Couples let down as Britain lags behind in IVF league table
BRITAIN is lagging behind other major countries in offering IVF treatment – leaving many childless couples heartbroken.
Amid NHS ‘postcode lotteries’ and rationing, researchers have found that the health service also pays over the odds for fertility treatment.
International figures have found that the annual numbers of IVF ‘cycles’ offered in Britain are much lower than in many other developed nations.
In Spain for instance – a country with a population of 46million – there were 119,875 treatment cycles in 2015, the year for which the latest data is available.
This compares with around 65,000 in the UK.
Russia was second with 110,723 cycles, Germany with 96,512 and France with 93,918.
Experts said the figures show that compared with countries with similar population sizes, a lack of funding for IVF means treatment for infertile couples in the UK is not being offered.
This is despite Nice guidelines recommending that they do so. Recent figures show only one in ten clinical commissioning groups (CCGs) in England will fund IVF to the full extent suggested by Nice – three full cycles for women under 40.
Many CCGs are also trying to stop funding IVF altogether.
Aileen Feeney, of the Fertility Network UK, said: ‘In England it’s very much the classic postcode lottery. It’s so disappointing that IVF was invented in England and now you only get treated if you can afford it or you live in the right place.’ Around one in six couples suffer from infertility – defined as a failure to get pregnant after 12 months of trying to have a baby.
Experts also criticised some CCGs for paying nearly four times more than others for a single IVF cycle.
Geeta Nargund, an adviser to NHS England and Medical Director of CREATE fertility, said: ‘It’s not that we don’t have the money in the pot ... but different CCGs are paying different prices.’
She cited one CCG – Croydon, in south east London – which paid a ‘ ridiculously high amount’ of £8,000 or more for IVF cycles. It has since stopped funding IVF – contrary to Nice guidelines.
Dr Nargund added: ‘They could have been paying for four cycles of IVF for the same amount they were paying for one cycle of IVF.
‘Similarly, you see across the country several CCGs paying very high amounts per cycle. We should be offering IVF between £2,500 and £3,000 max, all-inclusive. It is achievable.’
Freedom of Information figures obtained last year revaled that of 208 CCGs in England, only 24 meet national guidelines and seven offer no treatment at all.
A PAINFUL and costly fertility treatment that involves scratching a woman’s womb should be scrapped, say researchers.
The ‘endometrial scratch’ is an ‘add- on’ IVF treatment costing around £350, but a study by the University of Auckland, New Zealand, found no evidence it raised pregnancy or live birth rates. The findings were revealed at the European Society for Human Reproduction and Embryology’s conference in Barcelona.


> **WORK TO BE COMPLETED**:
Filter the entries and keep only the lines where the string "Number" appears.

Figure collection entries
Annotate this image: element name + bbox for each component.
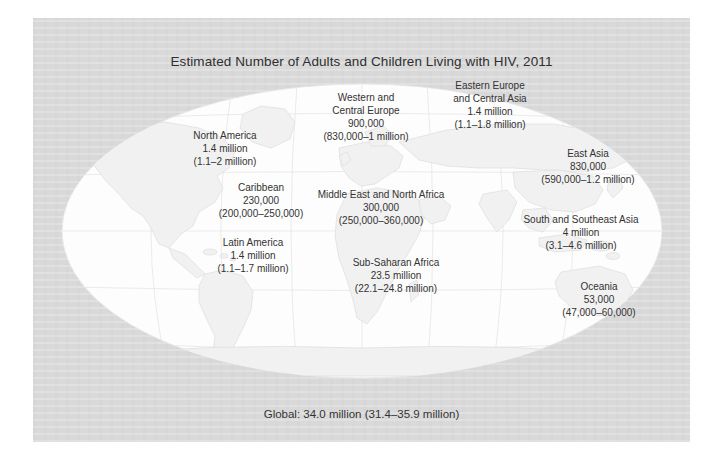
label-region-name: Middle East and North Africa (281, 188, 481, 201)
label-region-name-line2: Central Europe (301, 104, 431, 117)
label-value: 1.4 million (193, 249, 313, 262)
label-range: (590,000–1.2 million) (513, 173, 663, 186)
global-total-caption: Global: 34.0 million (31.4–35.9 million) (33, 408, 690, 420)
label-region-name: Sub-Saharan Africa (321, 256, 471, 269)
map-label-oceania: Oceania 53,000 (47,000–60,000) (529, 280, 669, 319)
label-value: 900,000 (301, 117, 431, 130)
label-value: 53,000 (529, 293, 669, 306)
label-value: 23.5 million (321, 269, 471, 282)
label-range: (250,000–360,000) (281, 214, 481, 227)
label-range: (1.1–1.7 million) (193, 262, 313, 275)
label-region-name-line1: Western and (301, 91, 431, 104)
figure-panel: Estimated Number of Adults and Children … (33, 18, 690, 442)
label-range: (1.1–2 million) (165, 155, 285, 168)
map-label-east-asia: East Asia 830,000 (590,000–1.2 million) (513, 147, 663, 186)
land-alaska (77, 132, 113, 152)
map-label-sub-saharan-africa: Sub-Saharan Africa 23.5 million (22.1–24… (321, 256, 471, 295)
label-region-name: South and Southeast Asia (501, 213, 661, 226)
map-label-western-central-europe: Western and Central Europe 900,000 (830,… (301, 91, 431, 143)
label-region-name-line2: and Central Asia (425, 92, 555, 105)
label-value: 4 million (501, 226, 661, 239)
label-range: (1.1–1.8 million) (425, 118, 555, 131)
label-range: (47,000–60,000) (529, 306, 669, 319)
label-region-name: Oceania (529, 280, 669, 293)
figure-page: Estimated Number of Adults and Children … (0, 0, 709, 454)
label-range: (3.1–4.6 million) (501, 239, 661, 252)
label-value: 1.4 million (425, 105, 555, 118)
map-label-middle-east-north-africa: Middle East and North Africa 300,000 (25… (281, 188, 481, 227)
map-label-eastern-europe-central-asia: Eastern Europe and Central Asia 1.4 mill… (425, 79, 555, 131)
page-title: Estimated Number of Adults and Children … (33, 54, 690, 69)
land-antarctica (65, 346, 659, 376)
label-region-name: North America (165, 129, 285, 142)
map-label-latin-america: Latin America 1.4 million (1.1–1.7 milli… (193, 236, 313, 275)
label-region-name-line1: Eastern Europe (425, 79, 555, 92)
label-value: 300,000 (281, 201, 481, 214)
label-value: 830,000 (513, 160, 663, 173)
label-region-name: East Asia (513, 147, 663, 160)
map-label-north-america: North America 1.4 million (1.1–2 million… (165, 129, 285, 168)
map-label-south-southeast-asia: South and Southeast Asia 4 million (3.1–… (501, 213, 661, 252)
label-value: 1.4 million (165, 142, 285, 155)
label-region-name: Latin America (193, 236, 313, 249)
label-range: (830,000–1 million) (301, 130, 431, 143)
label-range: (22.1–24.8 million) (321, 282, 471, 295)
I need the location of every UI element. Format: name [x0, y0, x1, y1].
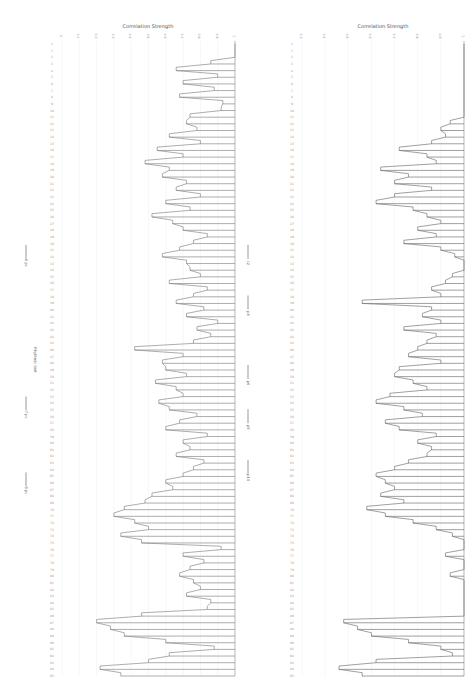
data-point	[357, 629, 358, 630]
data-point	[464, 50, 465, 51]
row-label: 62	[290, 454, 294, 458]
data-point	[464, 57, 465, 58]
row-label: 7	[51, 89, 53, 93]
row-label: 67	[50, 488, 54, 492]
data-point	[110, 629, 111, 630]
row-label: 12	[290, 122, 294, 126]
row-label: 61	[290, 448, 294, 452]
data-point	[436, 529, 437, 530]
data-point	[152, 217, 153, 218]
data-point	[464, 549, 465, 550]
data-point	[155, 383, 156, 384]
data-point	[190, 270, 191, 271]
row-label: 52	[290, 388, 294, 392]
annotation-label: p8	[246, 425, 250, 430]
row-label: 89	[50, 634, 54, 638]
data-point	[464, 97, 465, 98]
data-point	[204, 463, 205, 464]
row-label: 51	[290, 381, 294, 385]
data-point	[166, 430, 167, 431]
row-label: 94	[290, 667, 294, 671]
data-point	[464, 609, 465, 610]
row-label: 69	[50, 501, 54, 505]
correlation-chart: Correlation Strength00.10.20.30.40.50.60…	[0, 0, 467, 684]
row-label: 41	[50, 315, 54, 319]
row-label: 87	[50, 621, 54, 625]
data-point	[394, 197, 395, 198]
data-point	[214, 90, 215, 91]
data-point	[96, 623, 97, 624]
data-point	[200, 197, 201, 198]
x-tick-label: 0.4	[322, 33, 326, 38]
data-point	[408, 356, 409, 357]
row-label: 66	[50, 481, 54, 485]
row-label: 84	[50, 601, 54, 605]
row-label: 82	[50, 588, 54, 592]
data-point	[141, 543, 142, 544]
data-point	[441, 363, 442, 364]
row-label: 53	[290, 395, 294, 399]
data-point	[394, 183, 395, 184]
row-label: 72	[290, 521, 294, 525]
data-point	[427, 157, 428, 158]
row-label: 37	[290, 288, 294, 292]
row-label: 44	[290, 335, 294, 339]
row-label: 65	[50, 474, 54, 478]
row-label: 95	[290, 674, 294, 678]
x-tick-label: 0.6	[368, 33, 372, 38]
data-point	[339, 669, 340, 670]
data-point	[362, 303, 363, 304]
data-point	[436, 336, 437, 337]
data-point	[183, 230, 184, 231]
row-label: 26	[290, 215, 294, 219]
row-label: 88	[290, 627, 294, 631]
row-label: 22	[50, 188, 54, 192]
data-point	[179, 97, 180, 98]
row-label: 8	[51, 95, 53, 99]
row-label: 56	[50, 415, 54, 419]
data-point	[172, 489, 173, 490]
row-label: 31	[290, 248, 294, 252]
annotation-label: p10	[246, 474, 250, 482]
row-label: 14	[50, 135, 54, 139]
row-label: 17	[50, 155, 54, 159]
row-label: 86	[290, 614, 294, 618]
row-label: 5	[291, 75, 293, 79]
row-label: 54	[50, 401, 54, 405]
row-label: 9	[291, 102, 293, 106]
data-point	[197, 330, 198, 331]
data-point	[427, 456, 428, 457]
row-label: 6	[291, 82, 293, 86]
row-label: 3	[51, 62, 53, 66]
data-point	[441, 250, 442, 251]
row-label: 25	[50, 208, 54, 212]
row-label: 63	[50, 461, 54, 465]
row-label: 32	[290, 255, 294, 259]
row-label: 77	[290, 554, 294, 558]
row-label: 9	[51, 102, 53, 106]
row-label: 76	[290, 548, 294, 552]
data-point	[394, 376, 395, 377]
data-point	[183, 443, 184, 444]
row-label: 33	[50, 262, 54, 266]
row-label: 15	[50, 142, 54, 146]
data-point	[200, 589, 201, 590]
data-point	[221, 110, 222, 111]
data-point	[159, 403, 160, 404]
annotation-label: p4	[246, 311, 250, 316]
row-label: 71	[290, 514, 294, 518]
data-point	[413, 210, 414, 211]
row-label: 26	[50, 215, 54, 219]
data-point	[367, 509, 368, 510]
row-label: 78	[290, 561, 294, 565]
data-point	[176, 303, 177, 304]
row-label: 62	[50, 454, 54, 458]
row-label: 35	[290, 275, 294, 279]
data-point	[385, 423, 386, 424]
data-point	[464, 70, 465, 71]
data-point	[169, 170, 170, 171]
row-label: 43	[50, 328, 54, 332]
data-point	[207, 609, 208, 610]
data-point	[211, 603, 212, 604]
data-point	[436, 237, 437, 238]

> **RESULT BELOW**:
figure-panel: Estimated Number of Adults and Children … (33, 18, 690, 442)
figure-page: Estimated Number of Adults and Children … (0, 0, 709, 454)
page-title: Estimated Number of Adults and Children … (33, 54, 690, 69)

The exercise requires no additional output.